For other American Anglophones who are as confused as I was:
 
With three university degrees, I had no clue as to what a "neb" was until I looked it up.  It turns out that it's the beak of a bird, a nose, or other projecting part.  It is akin to the word "nib," the point of a quill pen.
 
Google Language translates "schnabel" to English as "bill."  To me as a Southerner, both birds and caps have bills.  When I was a kid, "beak" was a Yankee word that I heard only on TV and wondered what it meant.
 
Lowell G. McManus
Leesville, Louisiana, USA
----- Original Message -----
Sent: Monday, December 13, 2004 2:49 AM
Subject: AW: [BoundaryPoint] sedona az

"No idea what the name Sedona means". No idea either. But Schnebly has a meaning: The little neb. Somehow, you Anglosaxons have lost the "sch" in front of neb, while we Teutons keep it as a treasure: Schnabel. And Mrs. Schnebly tells everybody - through her name - that she came from Switzerland. Hope she has become happy in Sedona.
 
Wolfgang
-----Ursprüngliche Nachricht-----
Von: Lowell G. McManus [mailto:mcmanus71496@...]

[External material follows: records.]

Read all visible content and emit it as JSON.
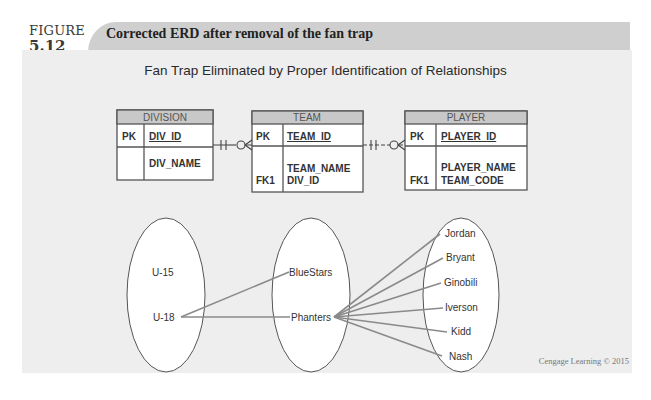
{
  "figure": {
    "label": "FIGURE",
    "number": "5.12",
    "title": "Corrected ERD after removal of the fan trap"
  },
  "diagram": {
    "title": "Fan Trap Eliminated by Proper Identification of Relationships",
    "entities": {
      "division": {
        "name": "DIVISION",
        "pk_label": "PK",
        "pk_field": "DIV_ID",
        "attributes": [
          "DIV_NAME"
        ],
        "fk_label": ""
      },
      "team": {
        "name": "TEAM",
        "pk_label": "PK",
        "pk_field": "TEAM_ID",
        "attributes": [
          "TEAM_NAME",
          "DIV_ID"
        ],
        "fk_label": "FK1"
      },
      "player": {
        "name": "PLAYER",
        "pk_label": "PK",
        "pk_field": "PLAYER_ID",
        "attributes": [
          "PLAYER_NAME",
          "TEAM_CODE"
        ],
        "fk_label": "FK1"
      }
    },
    "relationships": [
      {
        "from": "DIVISION",
        "to": "TEAM",
        "notation": "-H-O<"
      },
      {
        "from": "TEAM",
        "to": "PLAYER",
        "notation": "-H--O<"
      }
    ],
    "sets": {
      "divisions": [
        "U-15",
        "U-18"
      ],
      "teams": [
        "BlueStars",
        "Phanters"
      ],
      "players": [
        "Jordan",
        "Bryant",
        "Ginobili",
        "Iverson",
        "Kidd",
        "Nash"
      ]
    },
    "mappings": [
      {
        "from": "U-18",
        "to": "BlueStars"
      },
      {
        "from": "U-18",
        "to": "Phanters"
      },
      {
        "from": "Phanters",
        "to": "Jordan"
      },
      {
        "from": "Phanters",
        "to": "Bryant"
      },
      {
        "from": "Phanters",
        "to": "Ginobili"
      },
      {
        "from": "Phanters",
        "to": "Iverson"
      },
      {
        "from": "Phanters",
        "to": "Kidd"
      },
      {
        "from": "Phanters",
        "to": "Nash"
      }
    ]
  },
  "credit": "Cengage Learning © 2015",
  "colors": {
    "banner": "#cfcfcf",
    "panel": "#eeeeee",
    "entity_header": "#c8c8c8",
    "entity_border": "#555555",
    "link_line": "#8a8a8a"
  }
}
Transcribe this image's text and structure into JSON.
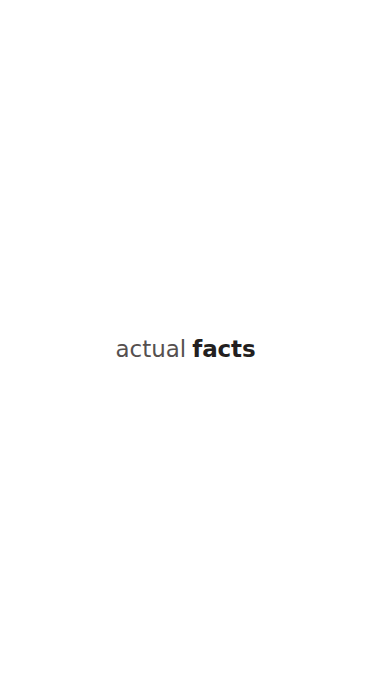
{
  "page": {
    "width": 371,
    "height": 698,
    "background_color": "#ffffff",
    "orientation": "portrait"
  },
  "statement": {
    "full_text": "actual facts",
    "words": [
      {
        "text": "actual",
        "emphasis": "regular",
        "color": "#55504f"
      },
      {
        "text": "facts",
        "emphasis": "bold",
        "color": "#231f20"
      }
    ]
  }
}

Gesendet: Montag, 13. Dezember 2004 02:02
An: Boundary Point
Betreff: Re: [BoundaryPoint] sedona az

Mike D. wrote:
 
> when i was at the library here this morning i found it closed for cleanup
> including reburnishing of the statue ofthe local benefactress sedona miller schnebly
> after whom the town was named
 
> no idea what the name sedona means
> but havent ruled out the possibility of a brother sedohtac
 
According to the Sedona Historical Society web site at http://www.sedonamuseum.org/sedona.html , when Sedona Miller Schnebly was born in 1877 in Gorin, Missouri, her Pennsylvania Dutch mother "just thought up" the name "Sedona," for her daughter because it had a pretty sound.
 
So, Mrs. Schnebly has joined the likes of Mercedes Daimler and Edsel Ford in having an automobile named after her first name (the Kia Sedona minivan).  How eponymous!